Their meet-cute is irresistible: there’s Jenny, after school, still in uniform, stuck in the rain with her cello, and here comes David, the older, eloquent stranger in his smart little car, offering to provide shelter not for her but for the beloved instrument, which as an unabashed aesthete he can’t bear to see in peril. So the cello gets the back seat while Jenny, for decorum’s sake—she’s only 16—walks alongside as David drives, slowly, gently questioning her, completing the first part of his seduction. A few scenes later Jenny’s in the passenger seat, and the way she looks at David, her vulnerability nearly palpable, her awe eroticized, all we can think is, man, has he ever done a number on her. That moment carries within it an awful lot of what’s initially wonderful and finally disappointing about An Education. Like David, the film’s deft with persuasion but falls short in the way of follow-through.
Helmed by Danish director Lone Scherfig and adapted by novelist Nick Hornby from Lynn Barber’s memoir, An Education is a coming-of-age tale set in 1961, with London not yet swinging and Paris still holding its position as the world capital of romantic-would-be-sophisticate teenage fantasy. The film’s beguiling enough to leave you uncertain as to how much power comes from Scherfig-Hornby-Babrber’s collective sensitivity to the heights of one’s first brush with adult thrills and how much comes from the immersive quality of Carey Mulligan’s startling central performance. The actress, now in her mid-20s, is a few significant years away from the heady experiences that Jenny—innocent, yes, but smart as a whip—gets her first taste of, but she registers her enrapture as through it’s all still fresh and undigested. She’s radiant and awkward, a child discovering elegance and sex, fixating while just holding a cigarette, listening to Ravel, or sitting motionless, one hand poised on the dining table while her parents argue in the adjoining room.
As David, Peter Sarsgaard, too, is inspired casting, sleepy eyes, smooth talk, an expert listener, and a pretty blatant grifter to anyone with a decent radar—something Jenny’s parents, played by Alfred Molina and Cara Seymour, rather implausibly lack. For as long as we sense only the vague threat of David without knowing quite what he’s up to, the film’s delicate and engrossing. A rake he may be, but David’s endowed with remarkable texture and charisma, so that we never feel that Jenny’s malleability is purely a matter of youth, or of movie convention. The problem starts when Peter exits the picture and turns into a bogeyman. The last round of scenes in which we discover the full extent of David’s deceptions are almost laughable in how they compress exposition into flat melodrama, rushing to resolve Jenny’s crisis, which suddenly boils down to a battle between David and Jenny’s English teacher, who's fighting on the side of feminine independence, social legitimacy, and what Jenny cruelly dismisses as the dread life of an old maid. Jenny’s young and bright and has everything ahead of her, so she recovers from David’s whirlwind fairly quickly, but the movie never quite manages the same feat. I guess buy the ending, I just don’t buy its ostensible consolation.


To do —
Throughout the listing below, copy each line containing "electron".

Dataset —
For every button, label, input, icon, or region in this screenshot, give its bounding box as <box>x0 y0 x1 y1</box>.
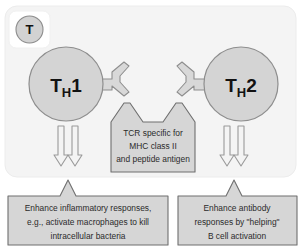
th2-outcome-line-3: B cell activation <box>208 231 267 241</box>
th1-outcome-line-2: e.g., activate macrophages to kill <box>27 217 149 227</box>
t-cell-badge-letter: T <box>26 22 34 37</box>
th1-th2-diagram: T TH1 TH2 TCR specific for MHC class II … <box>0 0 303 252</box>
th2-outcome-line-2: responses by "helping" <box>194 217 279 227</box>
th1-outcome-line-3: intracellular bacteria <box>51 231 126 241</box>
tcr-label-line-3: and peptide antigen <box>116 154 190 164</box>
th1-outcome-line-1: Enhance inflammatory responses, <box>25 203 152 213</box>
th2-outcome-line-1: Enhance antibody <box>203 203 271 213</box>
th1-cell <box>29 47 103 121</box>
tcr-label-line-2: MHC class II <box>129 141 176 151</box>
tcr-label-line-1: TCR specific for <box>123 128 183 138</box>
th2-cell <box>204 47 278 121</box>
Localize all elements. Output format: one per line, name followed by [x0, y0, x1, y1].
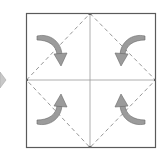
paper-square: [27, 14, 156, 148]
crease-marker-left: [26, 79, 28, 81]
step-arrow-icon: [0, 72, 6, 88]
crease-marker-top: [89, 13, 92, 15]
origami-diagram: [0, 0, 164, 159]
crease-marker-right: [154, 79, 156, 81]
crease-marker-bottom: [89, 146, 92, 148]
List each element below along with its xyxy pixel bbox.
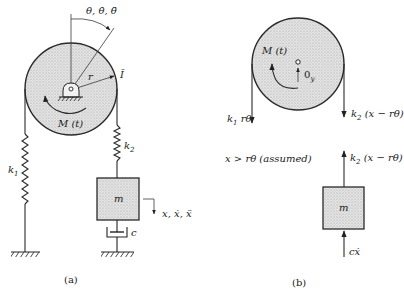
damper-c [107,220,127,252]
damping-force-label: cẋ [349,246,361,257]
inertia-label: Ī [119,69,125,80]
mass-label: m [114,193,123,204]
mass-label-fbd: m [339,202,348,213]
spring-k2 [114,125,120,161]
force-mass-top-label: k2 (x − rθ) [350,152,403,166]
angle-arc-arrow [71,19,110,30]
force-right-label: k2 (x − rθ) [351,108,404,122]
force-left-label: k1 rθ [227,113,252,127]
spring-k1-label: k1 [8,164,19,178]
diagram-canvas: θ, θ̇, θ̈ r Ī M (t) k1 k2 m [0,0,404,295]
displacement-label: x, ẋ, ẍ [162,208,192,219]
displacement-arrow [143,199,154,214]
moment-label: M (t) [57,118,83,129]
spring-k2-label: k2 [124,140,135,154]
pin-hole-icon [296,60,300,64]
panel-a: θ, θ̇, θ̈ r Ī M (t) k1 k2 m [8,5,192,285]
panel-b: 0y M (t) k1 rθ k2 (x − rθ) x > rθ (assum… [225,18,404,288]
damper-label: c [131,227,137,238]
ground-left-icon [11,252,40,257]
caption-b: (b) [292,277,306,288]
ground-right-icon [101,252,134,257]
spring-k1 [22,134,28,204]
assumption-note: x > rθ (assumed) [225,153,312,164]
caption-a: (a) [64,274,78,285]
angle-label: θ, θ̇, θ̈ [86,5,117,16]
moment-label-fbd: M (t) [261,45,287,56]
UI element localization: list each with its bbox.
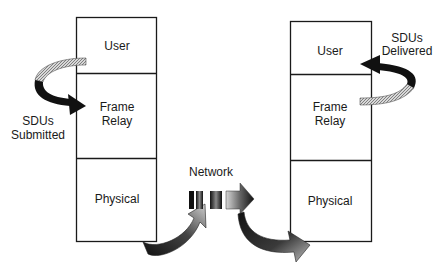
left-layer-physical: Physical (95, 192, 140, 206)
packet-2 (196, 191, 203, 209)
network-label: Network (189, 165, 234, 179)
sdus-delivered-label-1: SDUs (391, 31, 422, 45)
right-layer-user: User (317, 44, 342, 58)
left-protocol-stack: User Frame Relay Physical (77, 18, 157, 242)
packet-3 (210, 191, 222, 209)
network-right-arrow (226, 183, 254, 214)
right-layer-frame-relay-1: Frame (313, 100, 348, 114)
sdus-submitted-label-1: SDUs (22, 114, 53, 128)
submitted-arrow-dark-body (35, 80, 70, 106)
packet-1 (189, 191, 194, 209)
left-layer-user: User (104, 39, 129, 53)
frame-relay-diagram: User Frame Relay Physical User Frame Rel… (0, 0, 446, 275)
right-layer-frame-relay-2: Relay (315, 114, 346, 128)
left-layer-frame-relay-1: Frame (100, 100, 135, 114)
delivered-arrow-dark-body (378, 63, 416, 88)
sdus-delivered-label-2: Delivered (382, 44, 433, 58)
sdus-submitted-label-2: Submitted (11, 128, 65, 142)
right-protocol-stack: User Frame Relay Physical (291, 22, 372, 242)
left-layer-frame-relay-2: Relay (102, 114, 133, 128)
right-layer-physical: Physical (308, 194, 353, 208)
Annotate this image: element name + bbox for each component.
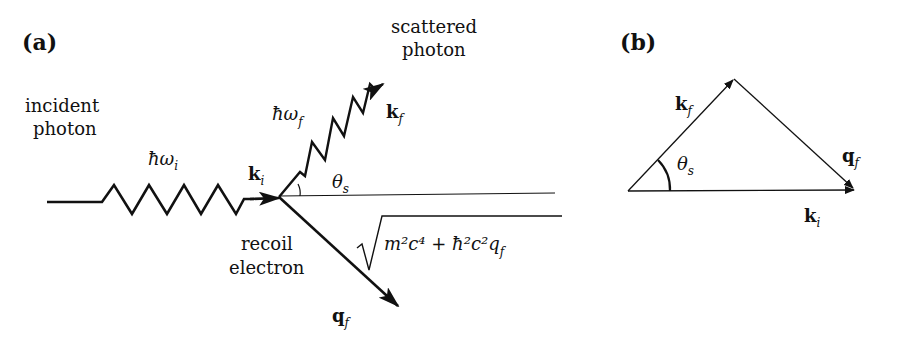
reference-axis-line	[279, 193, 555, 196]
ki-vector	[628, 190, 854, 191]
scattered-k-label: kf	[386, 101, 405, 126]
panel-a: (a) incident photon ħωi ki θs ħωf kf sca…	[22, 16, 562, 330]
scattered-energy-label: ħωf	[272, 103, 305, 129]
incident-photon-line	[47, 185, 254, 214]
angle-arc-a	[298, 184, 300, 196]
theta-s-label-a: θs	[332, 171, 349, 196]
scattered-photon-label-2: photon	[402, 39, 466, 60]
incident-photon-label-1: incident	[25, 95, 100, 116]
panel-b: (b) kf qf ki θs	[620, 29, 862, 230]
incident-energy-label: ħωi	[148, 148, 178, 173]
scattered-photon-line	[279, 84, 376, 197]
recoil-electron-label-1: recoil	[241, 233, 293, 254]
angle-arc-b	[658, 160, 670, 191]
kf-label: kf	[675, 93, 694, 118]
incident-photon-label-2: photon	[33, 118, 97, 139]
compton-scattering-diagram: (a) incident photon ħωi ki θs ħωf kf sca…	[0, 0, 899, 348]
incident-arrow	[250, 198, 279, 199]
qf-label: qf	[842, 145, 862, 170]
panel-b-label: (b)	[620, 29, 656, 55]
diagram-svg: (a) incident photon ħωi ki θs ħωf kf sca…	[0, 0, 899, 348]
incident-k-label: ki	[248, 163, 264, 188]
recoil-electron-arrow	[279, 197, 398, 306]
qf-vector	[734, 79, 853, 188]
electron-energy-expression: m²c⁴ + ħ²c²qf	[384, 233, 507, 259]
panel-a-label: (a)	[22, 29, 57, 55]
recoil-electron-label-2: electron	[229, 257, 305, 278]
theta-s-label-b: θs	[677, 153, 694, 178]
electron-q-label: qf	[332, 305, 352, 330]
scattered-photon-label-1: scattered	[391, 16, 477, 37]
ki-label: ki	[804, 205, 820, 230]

Your solution —
recoil-electron-label-1: recoil	[241, 233, 293, 254]
recoil-electron-arrow	[279, 197, 398, 306]
electron-energy-expression: m²c⁴ + ħ²c²qf	[384, 233, 507, 259]
recoil-electron-label-2: electron	[229, 257, 305, 278]
electron-q-label: qf	[332, 305, 352, 330]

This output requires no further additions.